Chef Ryan Farr opened the Oakland outpost of his popular Nopa burger and smoked meats destination in June of 2019, a slickly-designed Laurel District restaurant with soft serve, a smoking rig big enough for a whole hog, and a gigantic patio that seemed perfect for the COVID era of outdoor dining.
But that vast patio wasn’t enough to keep things going, Farr tells the SF Chronicle, saying that though 95 percent of the restaurant is and always has been outdoors, the spot wasn’t attracting enough patrons to remain open. “Instead of waiting until we were completely upside down and having to file bankruptcy, we decided to go on a hiatus until next year,” Farr tells the Chron.
In an Instagram post announcing the news, 4505 says that the Oakland location closed “its doors indefinitely” as of Friday, and “our goal is to bring our BBQ back to the East Bay in a new, creative way. There are a few things on the horizon, so stay tuned for more.” Its Divisadero location remains open, 4505’s website confirms.
Just a few blocks west of San Francisco’s 4505 location stood Straw, a Lower Haight restaurant familiar to anyone stuck on the Octavia Boulevard path to the freeway. The carnival-themed spot opened in early 2011 with a menu that included items like a Bearded Lady (pulled pork and blackberry coulis), a working cotton candy machine and Tilt-a-Whirl booth, and a clever gimmick: Guess the amount of your check, and you’d score a free meal.
At the restaurant’s height, owners Ari and Maura Feingold, who also opened Market Street’s Proposition Chicken in 2013, were regulars on novelty-seeking episodes of Food Network shows, drawing tourists with Straw’s gimmicky dining room. In the intervening decade, however, traffic to the restaurant dropped, and J Weekly reports that the Feingolds pivoted to a catering-only business at the end of 2019.

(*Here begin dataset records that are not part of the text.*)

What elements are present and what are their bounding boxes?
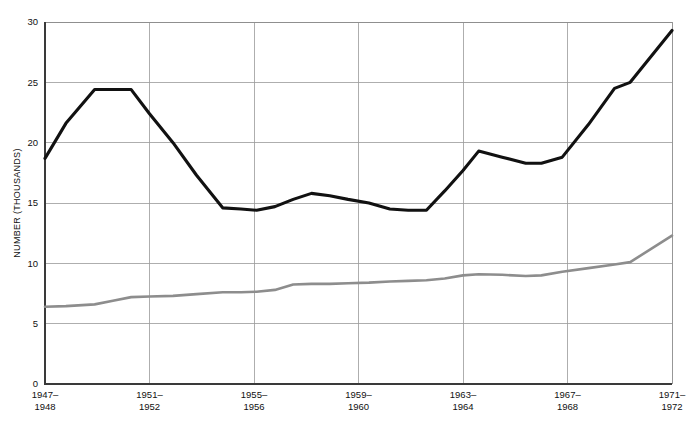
x-tick-label-line1: 1963– bbox=[450, 389, 477, 400]
y-tick-label: 10 bbox=[27, 258, 38, 269]
x-axis-tick-labels: 1947–19481951–19521955–19561959–19601963… bbox=[32, 389, 686, 412]
x-tick-label-line2: 1972 bbox=[661, 401, 682, 412]
y-tick-label: 15 bbox=[27, 197, 38, 208]
y-tick-label: 30 bbox=[27, 16, 38, 27]
y-axis-title: NUMBER (THOUSANDS) bbox=[12, 148, 22, 257]
y-tick-label: 5 bbox=[33, 318, 38, 329]
chart-container: 051015202530 1947–19481951–19521955–1956… bbox=[0, 0, 693, 428]
x-tick-label-line2: 1968 bbox=[557, 401, 578, 412]
y-tick-label: 25 bbox=[27, 77, 38, 88]
y-tick-label: 0 bbox=[33, 378, 38, 389]
gridlines-group bbox=[45, 22, 672, 384]
x-tick-label-line1: 1967– bbox=[554, 389, 581, 400]
x-tick-label-line2: 1964 bbox=[452, 401, 473, 412]
x-tick-label-line2: 1952 bbox=[139, 401, 160, 412]
x-tick-label-line1: 1971– bbox=[659, 389, 686, 400]
y-axis-tick-labels: 051015202530 bbox=[27, 16, 38, 389]
x-tick-label-line1: 1955– bbox=[241, 389, 268, 400]
x-tick-label-line1: 1951– bbox=[136, 389, 163, 400]
x-tick-label-line1: 1959– bbox=[345, 389, 372, 400]
x-tick-label-line1: 1947– bbox=[32, 389, 59, 400]
y-axis-title-group: NUMBER (THOUSANDS) bbox=[12, 148, 22, 257]
y-tick-label: 20 bbox=[27, 137, 38, 148]
x-tick-label-line2: 1960 bbox=[348, 401, 369, 412]
x-tick-label-line2: 1956 bbox=[243, 401, 264, 412]
line-chart: 051015202530 1947–19481951–19521955–1956… bbox=[0, 0, 693, 428]
x-tick-label-line2: 1948 bbox=[34, 401, 55, 412]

But with events on hold during the coronavirus crisis, even that iteration of Straw is over. Their formerly festive dining room at Octavia and Page streets a thing of the past, the Feingolds have now turned their full attention to Proposition Chicken, which remains open for takeout and delivery service only. There’s a hope, however, that, when the pandemic ends and events resume, Straw might serve up its ringmaster burger (a cheeseburger with glazed doughnuts for a bun) and set its cotton candy a-whir once more.